Some astronomers believe that, in the early cosmos, it formed
halos that compressed gas and dust, sparking the formation
of stars.
Beers says the same method can date not only more
stars in the inner
halo but also those in the outer
halo, which prevails beyond the edge
of the Milky Way's stellar disk.
The properties
of these gaseous
halos control the rate at which
stars form in galaxies according to models
of galaxy formation,» explained the lead investigator, Nicolas Lehner
of the University
of Notre Dame, Indiana.
The gargantuan
halo is estimated to contain half the mass
of the
stars in the Andromeda galaxy itself, in the form
of a hot, diffuse gas.
Similar streams
of stars — curved, elongated regions with high stellar densities — have been found in the outer
halo of our own Milky Way galaxy.
But if the theory
of dark matter is correct, then the speed
of stars rotating on the galaxy's outskirts should also depend on the shape
of the galaxy's dark matter
halo.
The Milky Way, the galaxy we live in, consists
of a prominent, relatively flat disc with closely spaced bright
stars, and a
halo, a sphere
of stars with a much lower density around it.
The team used several hundred thousand compute hours at NERSC to produce a series
of 2D and 3D simulations that helped them examine the role
of dark matter
halo photoevaporation — where energetic radiation ionizes gas and causes it to disperse away from the
halo — played not just in the early formation
of stars but also the assembly
of later galaxies.
An international team
of astronomers led by the Max Planck Institute for Astronomy (MPIA) has made a surprising discovery about the birthplace
of groups
of stars located in the
halo of our Milky Way galaxy.
This provides compelling evidence that the
halo stars most likely originate from the Galactic thin disk (the younger part
of Milky Way, strongly concentrated towards the Galactic plane) itself.
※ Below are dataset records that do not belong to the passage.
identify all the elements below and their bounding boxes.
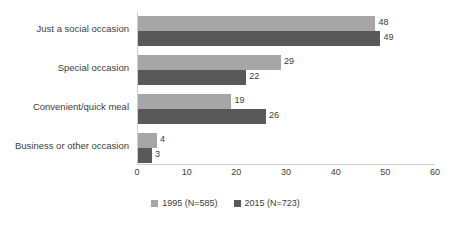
legend-label: 1995 (N=585) [162,198,217,208]
bar-value-label: 29 [281,56,294,66]
bar-value-label: 26 [266,110,279,120]
bar-value-label: 22 [246,71,259,81]
legend-swatch-icon [234,200,241,207]
legend-swatch-icon [151,200,158,207]
category-label: Convenient/quick meal [33,101,129,112]
bar-row: 4 [137,133,435,148]
bar-group: 29 22 [137,55,435,85]
chart-legend: 1995 (N=585) 2015 (N=723) [0,198,451,208]
y-axis-line [137,12,138,164]
x-axis-line [137,164,435,165]
bar-series-2 [137,31,380,46]
bar-value-label: 4 [157,134,165,144]
bar-value-label: 3 [152,149,160,159]
bar-row: 22 [137,70,435,85]
bar-series-2 [137,148,152,163]
bar-row: 26 [137,109,435,124]
bar-series-1 [137,133,157,148]
plot-area: 48 49 29 22 19 [137,12,435,164]
bar-row: 29 [137,55,435,70]
bar-group: 48 49 [137,16,435,46]
bar-series-1 [137,16,375,31]
bar-row: 3 [137,148,435,163]
bar-group: 4 3 [137,133,435,163]
bar-series-2 [137,70,246,85]
x-tick-label: 30 [281,167,291,177]
bar-series-2 [137,109,266,124]
legend-item-2015: 2015 (N=723) [234,198,300,208]
x-tick-label: 60 [430,167,440,177]
bar-value-label: 48 [375,17,388,27]
bar-value-label: 49 [380,32,393,42]
x-tick-label: 0 [134,167,139,177]
bar-row: 48 [137,16,435,31]
bar-chart: Just a social occasion Special occasion … [0,0,451,227]
x-tick-label: 10 [182,167,192,177]
category-axis: Just a social occasion Special occasion … [0,12,133,164]
category-label: Business or other occasion [15,140,129,151]
x-tick-label: 20 [231,167,241,177]
x-tick-label: 50 [380,167,390,177]
legend-item-1995: 1995 (N=585) [151,198,217,208]
category-label: Special occasion [58,62,129,73]
bar-row: 49 [137,31,435,46]
bar-row: 19 [137,94,435,109]
bar-value-label: 19 [231,95,244,105]
bar-series-1 [137,94,231,109]
x-tick-label: 40 [331,167,341,177]
category-label: Just a social occasion [37,23,129,34]
bar-group: 19 26 [137,94,435,124]
x-axis: 0 10 20 30 40 50 60 [137,167,435,181]
bar-series-1 [137,55,281,70]
legend-label: 2015 (N=723) [245,198,300,208]
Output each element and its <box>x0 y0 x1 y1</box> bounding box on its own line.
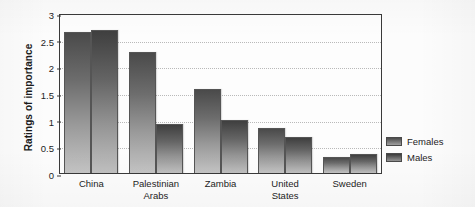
bar-series-container <box>60 15 381 173</box>
bar-males <box>350 154 377 173</box>
y-axis-tick-label: 2.5 <box>41 36 60 47</box>
x-axis-tick-label: Sweden <box>308 178 392 190</box>
y-axis-tick-label: 0.5 <box>41 143 60 154</box>
bar-group <box>129 15 185 173</box>
legend-label-females: Females <box>407 136 443 147</box>
y-axis-tick-label: 1.5 <box>41 90 60 101</box>
plot-area: 00.511.522.53 <box>59 14 382 174</box>
bar-males <box>221 120 248 173</box>
bar-males <box>156 124 183 173</box>
y-axis-tick-label: 1 <box>49 116 60 127</box>
bar-females <box>64 32 91 173</box>
bar-males <box>91 30 118 173</box>
bar-females <box>258 128 285 173</box>
bar-females <box>129 52 156 173</box>
legend-item-females: Females <box>386 134 443 148</box>
y-axis-tick-label: 2 <box>49 63 60 74</box>
bar-females <box>194 89 221 173</box>
y-axis-title: Ratings of importance <box>23 18 34 178</box>
legend-swatch-males-icon <box>386 153 402 162</box>
legend-item-males: Males <box>386 150 443 164</box>
bar-group <box>194 15 250 173</box>
bar-group <box>64 15 120 173</box>
bar-females <box>323 157 350 173</box>
legend-label-males: Males <box>407 152 432 163</box>
legend: Females Males <box>386 134 443 166</box>
bar-group <box>258 15 314 173</box>
bar-group <box>323 15 379 173</box>
bar-males <box>285 137 312 173</box>
y-axis-tick-label: 3 <box>49 10 60 21</box>
legend-swatch-females-icon <box>386 137 402 146</box>
chart-figure: Ratings of importance 00.511.522.53 Chin… <box>0 0 475 207</box>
This extreme separation indicates that the galaxies» gas content extends well beyond their
star - filled disks, suggesting that each galaxy is embedded in a monstrous
halo of hydrogen gas.
These progenitors
of today's giant spiral galaxies are surrounded by «super
halos»
of hydrogen gas that extend many tens -
of - thousands
of light - years beyond their dusty,
star - filled disks.
Globular clusters, which are found in the
halo of a galaxy, contain considerably more
stars and are much older than the less dense galactic, or open clusters, which are found in the disk.
These
halo stars are grouped together in giant structures that orbit the center
of our galaxy, above and below the flat disk
of the Milky Way.
The object, known as SDSS J0104 +1535, is a member
of the so - called
halo — the outermost reaches -
of our Galaxy, made up
of the most ancient
stars.
The team also found that the RGB
stars in M82's outer
halo have significantly bluer colors, showing that they are more metal - poor than those in M81, the NGC 3077
halos and the inner
halo of M82.
The distribution
of RGB
stars shows that the extended stellar
halos of the three main galaxies overlap each other, and that the outer regions
of M82 and NGC 3077 are highly perturbed.